Dispatches from the Intersection of Hurting & Joy
Camisha L. Jones
Writing that shows us that, even in struggle, there is light to be let in.
Arika have been creating events since 2001. The Archive is space to share the documentation of our work, over 600 events from the past 20 years. Browse the archive by event, artists and collections, explore using theme pairs, or use the index for a comprehensive overview.
Writing that shows us that, even in struggle, there is light to be let in.
Smith/Stewart set up allegorical situations over which they often have little to no control, but which instigate explorations of dependence and trust, the body, sex and death.
Captures the creak and rustle of the forest, with an exhilarating tension let loose in unconfined maniacal and bare-knuckle group thinking.
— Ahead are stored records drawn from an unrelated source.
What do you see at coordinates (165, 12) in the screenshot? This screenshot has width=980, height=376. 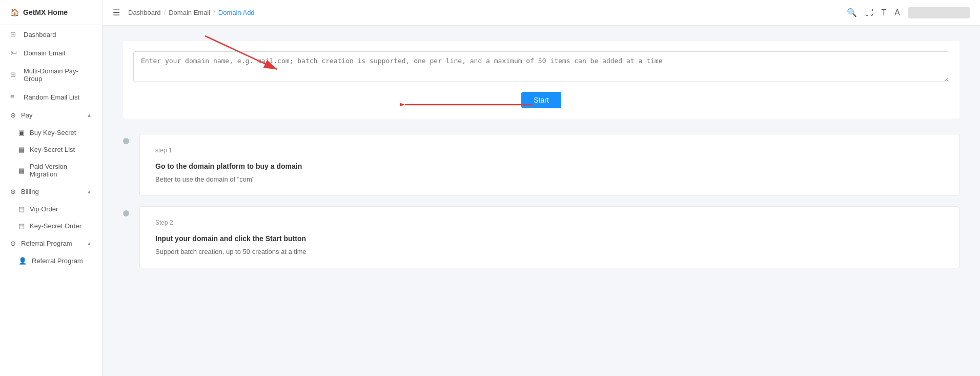 I see `breadcrumb-sep-1: /` at bounding box center [165, 12].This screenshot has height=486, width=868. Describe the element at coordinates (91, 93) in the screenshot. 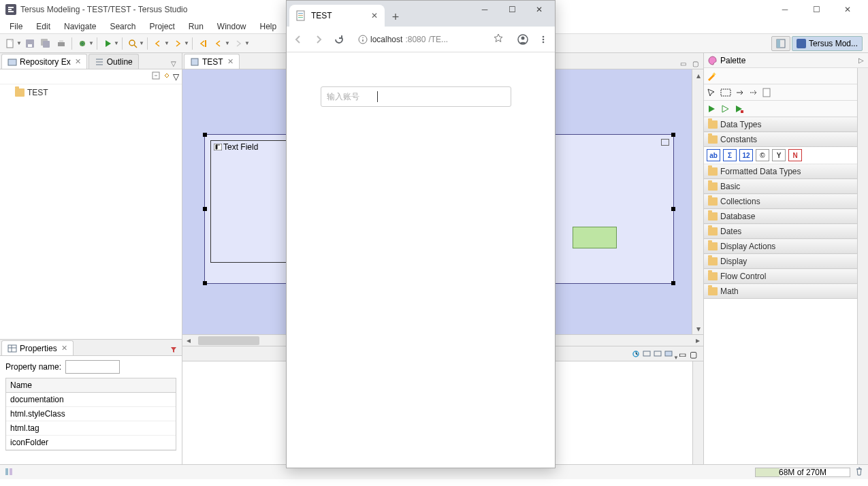

I see `tree-item-test: TEST` at that location.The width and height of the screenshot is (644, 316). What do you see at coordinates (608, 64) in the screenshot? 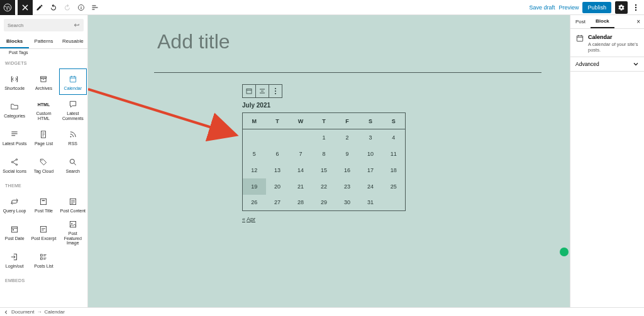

(Cyber)feminist, non-essentialist transgender and queer daily radio shows using the formula of morning radio as an arch way of thinking about the scripted behaviour and controlled empathy of systematic care.
Loïc and Marc are proposing a series of investigations into the tension between improvisation and recording and how it can be used to engage with different spaces and environments around Dundee
A chat, with examples (Zola, H. P. Lovecraft, Hammer Horror), about blackness and the sheer stupid thickness of what has no profundity whatsoever.
A riot of 60’s psychedelia, magick, ritual and tight black leather, this programme highlights underground innovators who use and subvert pop music for their own experimental ends; and be warned, in Anger, there’s real darkness.
A life force of ecstatic clarity capable of loquacious bursts of affirmation.
A programme of discontinuity between narration, text and image. Including Manual Saiz’s employment of John Malkovich’s Spanish dubbing double and Peter Rose’s absurdly hilarious concrete poetry subtitling chaos.
Includes: tamed TV snow, video feedback of racing particles, a remake of a polish photogram film destroyed in WWII, a visual and aural representation of Gestalt theory, hole-punched film and Guy Sherwin’s Cycles 3 double-projection.
A landmark film on black life – a poetic filmic constellation of meditations, fragments and interviews on what it means to be black in America in the 21st century, from one of its great cinematographers.
Do almost nothing: re-present (unaltered and arranged by chance) silent family home movies handed down to Flo, (Ken’s wife) and follow them with a “teach yourself Yiddish” cassette tape.